Good day all, longtime listener, first time caller.
I live in north central Florida and I have been wanting to wash down my own shallow well for some time to use as irrigation (and also in case of emergency during severe weather for toilet flushing, etc.). Anyway, I've read a number of threads here on the forum, as well as read everything I could https://drillyourownwell.com/. Today I decided to give it a go, but decided to use a 1" "exploratory" pipe just to see if I could figure out where the water table is and if this would even work or be worth the effort. Hooked up my drill head, got up on the bed of my truck, flipped the hoses on and man that 10ft stick of 1" PVC tore into the ground like a hot knife through butter. At about 5 feet the color of sand boiling up around the base of the pipe changed color dramatically, and at 6 feet, the "well" started drinking all the water I could pump at it (must have been 15gpm+ with the two hoses.) I continued working it into the ground, eventually getting another ~3 feet in before I just couldn't get it to budge any further down. After doing this for roughly 25 minutes I cut the water off and took off the drill head and got a tape measure just to see what I had. From surface to bottom is just over 9 feet and I hit water at exactly 6 feet. An hour later when I measured again the level was 6 feet 2 inches before hitting water.

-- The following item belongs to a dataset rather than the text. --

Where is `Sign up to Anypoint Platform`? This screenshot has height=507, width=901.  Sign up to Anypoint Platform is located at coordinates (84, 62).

I guess I have 2 questions for the honorable experts here:
1. Based on what I've read and seen, it would appear that I have indeed hit water at 6 feet. However my mind is having a hard time believing that there is actually water that shallow. Is this fools gold?
2. I realize I'm going to have to get deeper when I put in my actual production well in order for this to be usable at all (3 feet of water isn't going to cut it) but is it possible to use this "wash down" method with hoses when the sand seems able to "drink" the water at a higher volume than I can push and thus no mud being pushed up to the surface?

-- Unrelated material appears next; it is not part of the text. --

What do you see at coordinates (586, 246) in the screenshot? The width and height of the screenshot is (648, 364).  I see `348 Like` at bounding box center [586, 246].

I live in north central Florida and I have been wanting to wash down my own shallow well for some time to use as irrigation (and also in case of emergency during severe weather for toilet flushing, etc.). Anyway, I've read a number of threads here on the forum, as well as read everything I could https://drillyourownwell.com/. Today I decided to give it a go, but decided to use a 1" "exploratory" pipe just to see if I could figure out where the water table is and if this would even work or be worth the effort. Hooked up my drill head, got up on the bed of my truck, flipped the hoses on and man that 10ft stick of 1" PVC tore into the ground like a hot knife through butter. At about 5 feet the color of sand boiling up around the base of the pipe changed color dramatically, and at 6 feet, the "well" started drinking all the water I could pump at it (must have been 15gpm+ with the two hoses.) I continued working it into the ground, eventually getting another ~3 feet in before I just couldn't get it to budge any further down. After doing this for roughly 25 minutes I cut the water off and took off the drill head and got a tape measure just to see what I had. From surface to bottom is just over 9 feet and I hit water at exactly 6 feet. An hour later when I measured again the level was 6 feet 2 inches before hitting water.
I guess I have 2 questions for the honorable experts here:
1. Based on what I've read and seen, it would appear that I have indeed hit water at 6 feet. However my mind is having a hard time believing that there is actually water that shallow. Is this fools gold?
2. I realize I'm going to have to get deeper when I put in my actual production well in order for this to be usable at all (3 feet of water isn't going to cut it) but is it possible to use this "wash down" method with hoses when the sand seems able to "drink" the water at a higher volume than I can push and thus no mud being pushed up to the surface?